The Creature Garden
by Zanna Goldhawk, Harry Goldhawk ISBN-13: 9781631064272 Hardcover: 160 pages Publisher: Rock Point Released: May 29, 2018 |
Source: ebook review copy from the publisher through NetGalley.
Book Description, Modified from Goodreads:
The Creature Garden is filled with drawing and design ideas for over fifty animals, trees, plants, and even creatures of myth and lore. Each chapter features a beautifully illustrated opener, step by step instructions for all the animals featured, and interesting facts and folklore on the creatures being featured. This gorgeous art book contains both beautiful stylized art technique and interesting information about natural history, regional folklore, and animals both real and imagined.
My Review:
The Creature Garden is a step-by-step guide to drawing or painting stylized animals and plants. For each animal, the authors illustrated how to draw the basic shapes--circles, triangles, rectangles--and connect the shapes to give the basic animal outline. Then they showed which direction to paint and provided illustrations for adding color and patterns with additional details added in each step. The text mainly described information about the animal with a few tips on how to make a stylized animal recognizable.
They briefly talked about various materials you might use, like markers, watercolors, gouache, and acrylic. They showed how to make the patterns on animal coats. Overall, the illustrations do a good job of showing how to make these animals and plants, especially if you are comfortable with how-to art books with minimal text.

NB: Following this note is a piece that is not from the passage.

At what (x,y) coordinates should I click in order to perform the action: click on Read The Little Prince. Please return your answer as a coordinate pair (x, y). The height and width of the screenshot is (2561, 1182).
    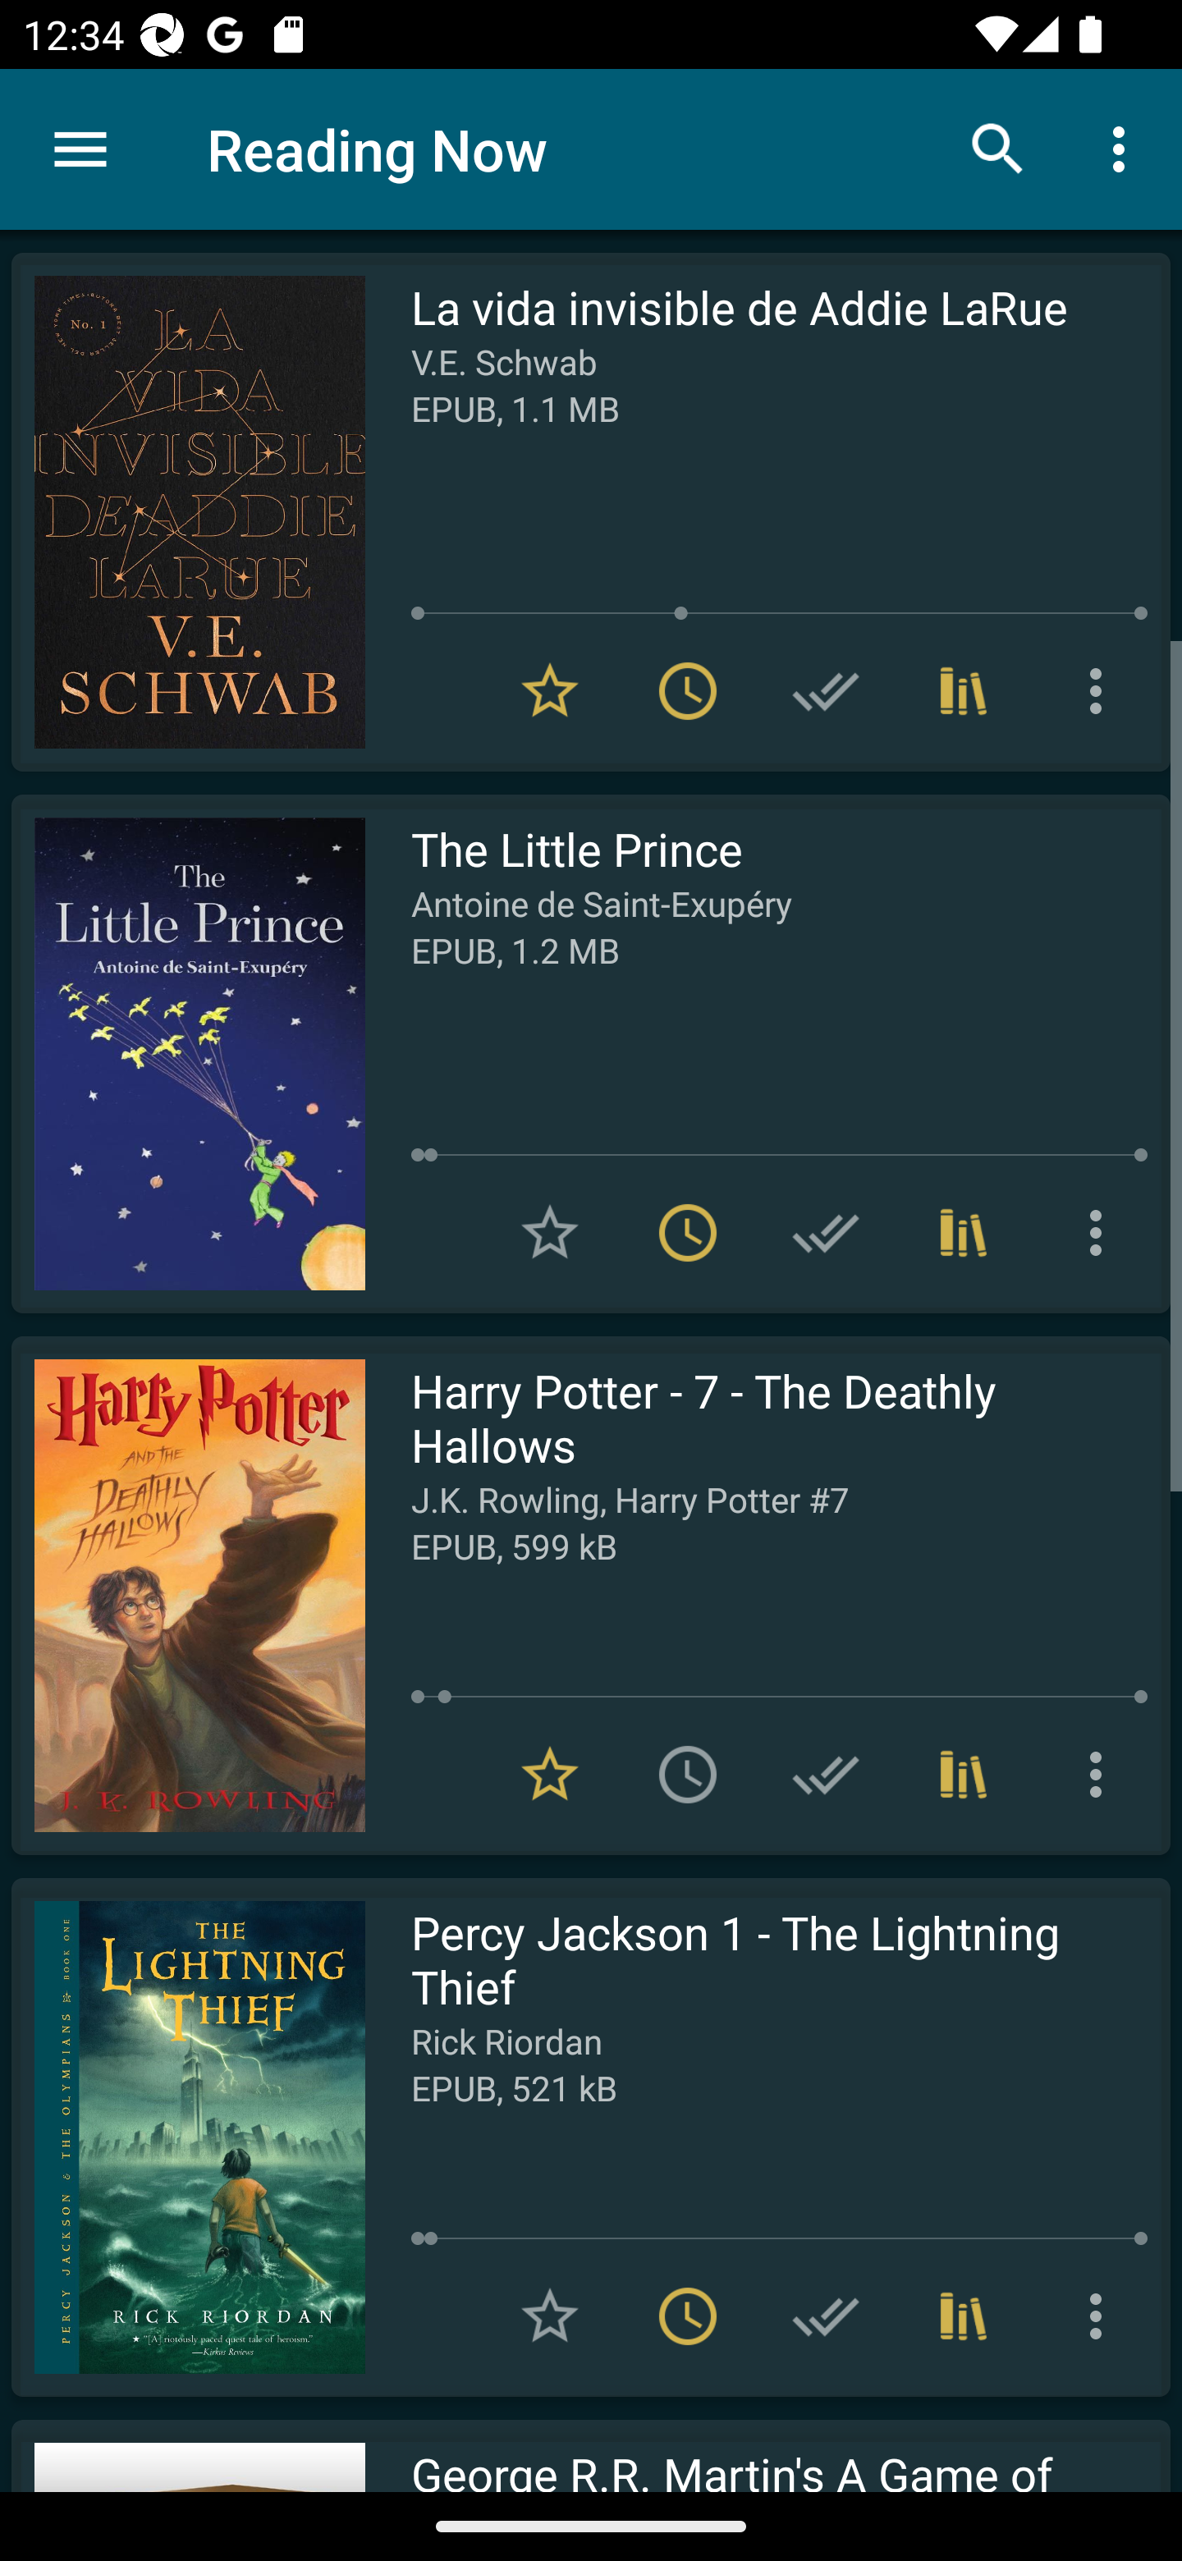
    Looking at the image, I should click on (188, 1054).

The authors showed how to draw a jaguar, snow leopard, tiger, lion, house cat, dog, wolf, fox, horse, deer, hare, panda, bears, sloth, elephant, giraffe, whale, dolphin, tropical fish, narwhal, octopus, seahorse, swan, flamingo, peacock, crane, owl, cardinal, butterfly, moth, damselfly, bee, phoenix, fairy, mermaid, unicorn, pegasus, griffin, centaur, hippogriff, and Asian dragon. They also provided step-by-step illustrations for several garden plants, forest plants, jungle plants, and underwater plants.
If you've read this book, what do you think about it? I'd be honored if you wrote your own opinion of the book in the comments.